Non-invasive InSightec chose the removal of myomas to be the first clinical application for its product.
Successful clinical studies led to broad acceptance in the medical community and after gaining FDA approval in 2004, the company began to market its focused ultrasound machines. But despite the eagerness with which the public welcomed non-invasive surgery, the company soon discovered that it had to overcome many obstacles before the technology could become widely used.
Unlike myomas, getting FDA approval for other indications has turned out to be a long and arduous process. Clinical studies show promising results in the removal of tumors for breast, prostate gland, liver and other cancers, but the company is not yet able to market its machines for those indications.
Because the technology is multidisciplinary – overlapping the traditional roles of surgeons and radiologists – turf wars have erupted between specialists from the two fields.
In addition, the novelty of the system has meant that in markets like the US, gaining insurance reimbursement is not automatic and often involves considerable lobbying.
Competition has also emerged. InSightec machines, distributed internationally by General Electric, were the first ones to reach patients. Philips has recently developed a similar device. The technology of General Electric’s archrival may not yet have reached the level of InSightec’s innovation, but Philips is aggressively marketing its products on a pay-per-use basis. This may turn out to be more attractive to some potential customers than InSightec, which sells its products outright.
Still, with machines being sold in the range of $1-3 million, the company is already generating more than $20 million in annual sales, and regulatory approval is expected in the next few years for a number of different cancer indications. In addition, progress in clinical studies for neurological conditions, such as essential tremor, movement disorders and Parkinson’s, suggest more and more potential uses.
Zisser’s initial investment of $20 million did not suffice to turn InSightec into a profitable company. Instead, investment in the company has grown to more than $150 million.

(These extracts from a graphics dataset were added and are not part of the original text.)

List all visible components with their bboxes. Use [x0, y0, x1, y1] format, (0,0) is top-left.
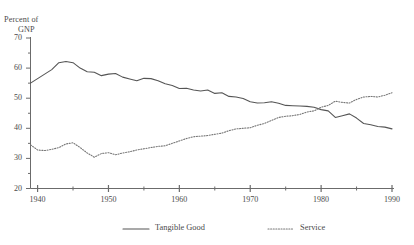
legend-label-tangible-good: Tangible Good [155, 223, 205, 232]
y-tick-label-70: 70 [6, 33, 22, 42]
chart-figure: Percent of GNP 706050403020 194019501960… [0, 0, 414, 245]
x-tick-label-1980: 1980 [306, 195, 336, 204]
x-tick-label-1940: 1940 [23, 195, 53, 204]
series-line-service [31, 93, 393, 157]
y-ticks [26, 38, 31, 189]
data-series [31, 61, 393, 157]
y-tick-label-40: 40 [6, 123, 22, 132]
y-tick-label-60: 60 [6, 63, 22, 72]
y-tick-label-50: 50 [6, 93, 22, 102]
x-tick-label-1970: 1970 [235, 195, 265, 204]
plot-area [0, 0, 414, 245]
x-tick-label-1990: 1990 [377, 195, 407, 204]
x-tick-label-1950: 1950 [93, 195, 123, 204]
axes [31, 37, 395, 189]
series-line-tangible-good [31, 61, 393, 128]
y-tick-label-30: 30 [6, 153, 22, 162]
x-tick-label-1960: 1960 [164, 195, 194, 204]
y-tick-label-20: 20 [6, 184, 22, 193]
legend-label-service: Service [300, 223, 325, 232]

But 12 years later – during a decade in which Zisser’s real estate ventures have developed shopping malls and luxury hotels across the US, Europe and India – he is convinced he did the right thing.
“I did my educational studies in a yeshiva and on the day I graduated I told the head of the yeshiva that I planned to enter the business world,” recalls Zisser. “He told me to make sure I did something in a field where I would be helping people.”
Medan is also convinced. An online TEDMED lecture explaining the InSightec technology has become one of the series’ most viewed talks and he has been inundated with requests for information. “This is the way people want to be treated,” he says. “They don’t want to have their bodies violated.”